Remember, too, that you do not need to do all of the above on your own. We know there is never enough time! If you have TAs, asking them to help develop assignments and contribute to grading is not only helpful for you, but is a great professionalizing experience for them (see more in the guide For Faculty Working With TAs). Also, take advantage of services offered by the likes of the Center for Teaching and Learning, or the Odegaard Writing and Research Center. These centers can help you develop meaningful assignments that encourage honest, thoughtful work. 
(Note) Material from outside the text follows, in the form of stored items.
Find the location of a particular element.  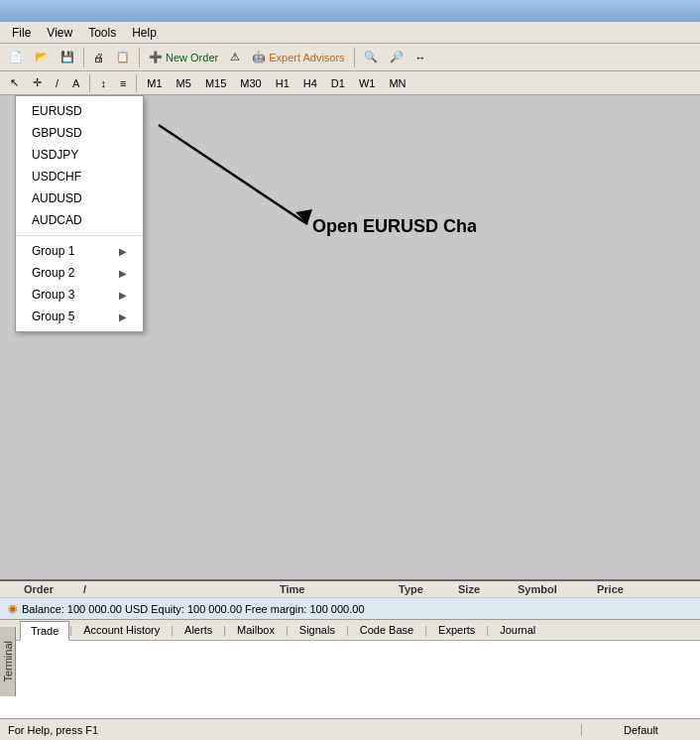

menu-bar: File View Tools Help is located at coordinates (350, 33).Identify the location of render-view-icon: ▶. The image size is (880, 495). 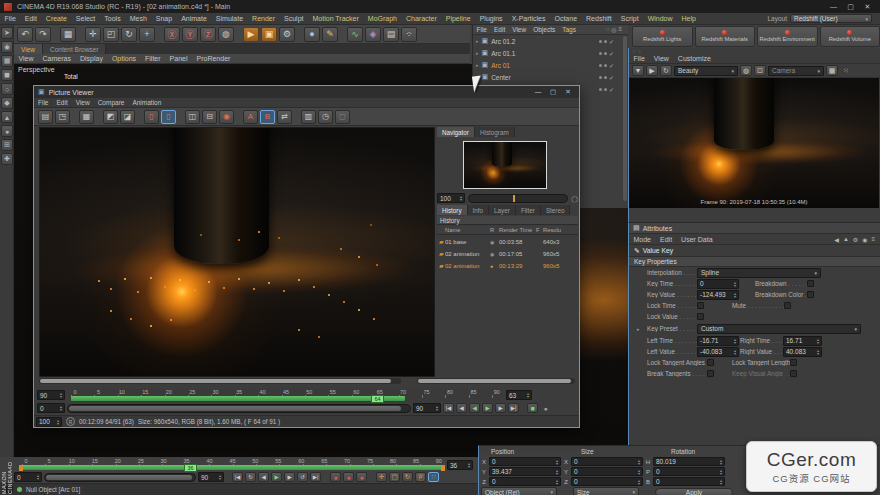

For a more extensive description of scaffolding, along with extended example, check out this page at the Howe Center for Writing Excellence 

Make more student-centered assignments

Our final suggestion for teaching with or around AI on your terms is to center students’ identities, experiences, and interests in your assignments. When students’ own ideas and primary research are at the center of a writing project, they are less able to outsource the work. Also, when they are invested in their topic, they will be more excited about doing the work on their own.  

Following are a few suggestions for student-centered assignment design that encourages investment and integrity. Again, these strategies neither require nor preclude the use of AI. Whether you ban all AI use or want to integrate it responsibly into the writing process, the following suggestions can help mitigate unsanctioned AI use. 
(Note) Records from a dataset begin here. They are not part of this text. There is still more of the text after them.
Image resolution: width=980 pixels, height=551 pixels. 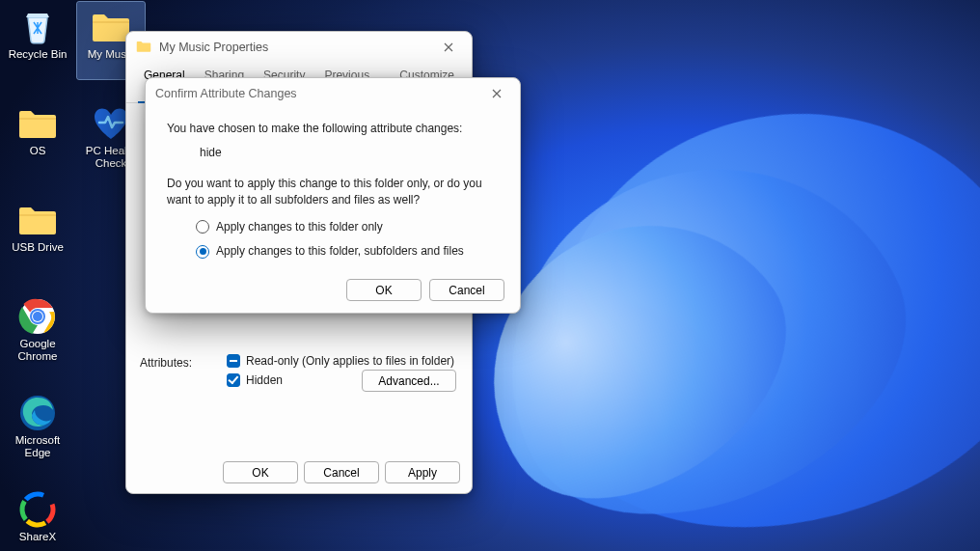 What do you see at coordinates (260, 473) in the screenshot?
I see `properties-ok-button: OK` at bounding box center [260, 473].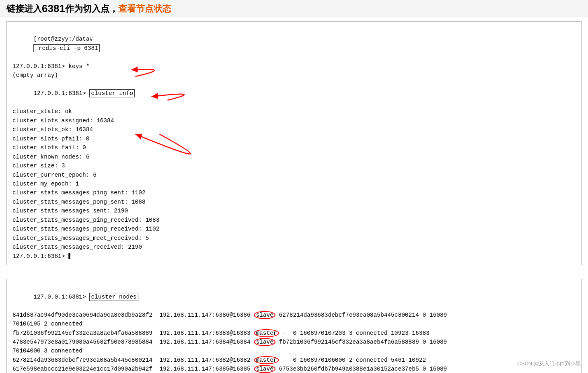 Image resolution: width=588 pixels, height=373 pixels. I want to click on cluster-nodes-cmd-line: 127.0.0.1:6381> cluster nodes, so click(294, 297).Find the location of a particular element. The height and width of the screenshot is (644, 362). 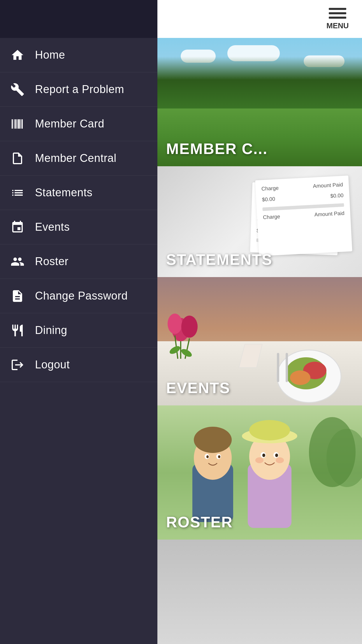

bottom-scene is located at coordinates (260, 592).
  1. Let students pick their own paper and project topics. According to the Meaningful Writing Project when students develop a complex, meaningful topic after a well-scaffolded topic development process, they will be more invested in this topic. They will care about getting it right.  Try this: Integrate students’ first forays into topic development with a library instruction session. Subject area librarians can come to your class to teach students how to use the library research tools, and you can co-construct an activity with the librarian where students simultaneously practice using the research tools and brainstorm/refine keywords for their topic. 
  1. Investigate the genre you are assigning before students start writing. What is a business memo? A lab report? A research paper? Why does the assigned genre matter in your field, and what are its key characteristics? If the form of your assignment is more open, help students think through their rhetorical and modal choices—what formats might they use, and why? What tools do they need to learn in order to compose effectively? Try this: Ask students to read several examples of the genre you are assigning (these can be professional examples, anonymized former student examples you’ve gained consent to use, or a combo). In class or as an asynchronous assignment, ask students to discuss some of the features that make the writing effective or not. 
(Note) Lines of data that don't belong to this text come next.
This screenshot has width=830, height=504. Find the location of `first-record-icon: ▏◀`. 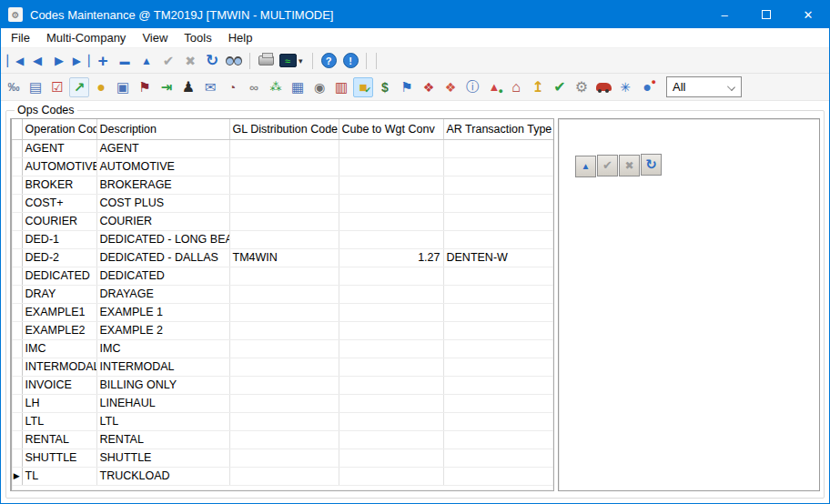

first-record-icon: ▏◀ is located at coordinates (15, 61). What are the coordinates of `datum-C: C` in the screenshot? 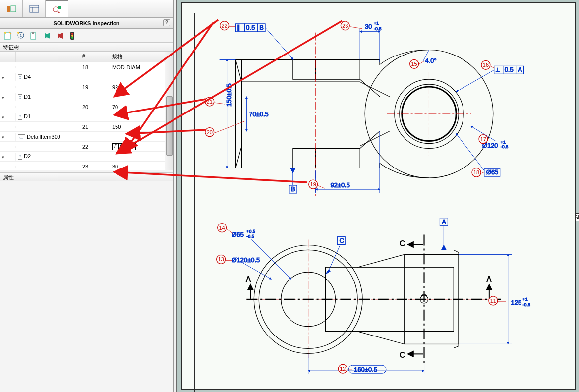 It's located at (336, 256).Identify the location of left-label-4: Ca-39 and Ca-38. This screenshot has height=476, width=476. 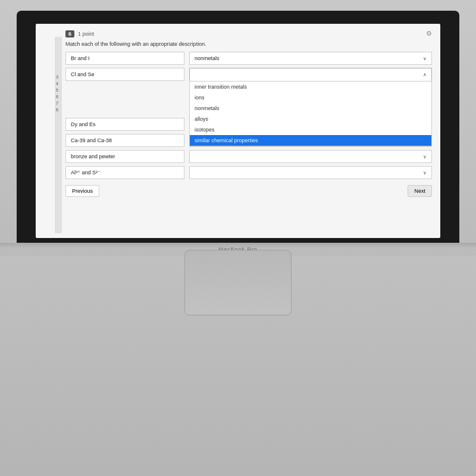
(125, 140).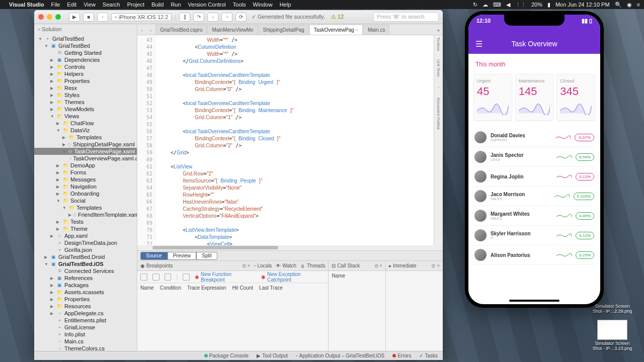 This screenshot has width=644, height=362. Describe the element at coordinates (142, 30) in the screenshot. I see `tab-back-button: ‹` at that location.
  1. Work with more primary sources. Asking students to collect and write about their own data teaches students how to conduct research and mitigates AI use. Data collection can be qualitative (e.g., ethnography, interviews, archives) or quantitative, and can be integrated in lots of different ways with secondary source analysis. Try this: Develop an assignment that works toward the Library Research Award for Undergraduates. Applying for the award requires a reflective essay that incentivizes a careful, reflective writing process. And it comes with a big cash prize! 
  1. Infuse ethics and personal perspectives. When ethics are centered in a writing assignment, students are more likely to center ethics in their lives. Ethical issues arise in all disciplines, and centering ethics explicitly is an important element in teaching toward justice. Try this: Punctuate the assignment sequence with regular check-ins about how and whether AI use is appropriate for different stages of the assignment. E.g., is it ethical to use it for topic brainstorming? Outlining? Copyediting? 
  1. Re-think hard and fast deadlines. According to Gallant and Rettinger, one reason students cheat (with AI or otherwise) is that they cannot meet the deadline. They find themselves in high-pressure situations where they become more likely to make choices that they would not otherwise make. Try this: Experiment with a “Best by” deadline where an assignment will receive the most thorough feedback if received by X date, but can still be submitted (with less or no feedback) by Y date.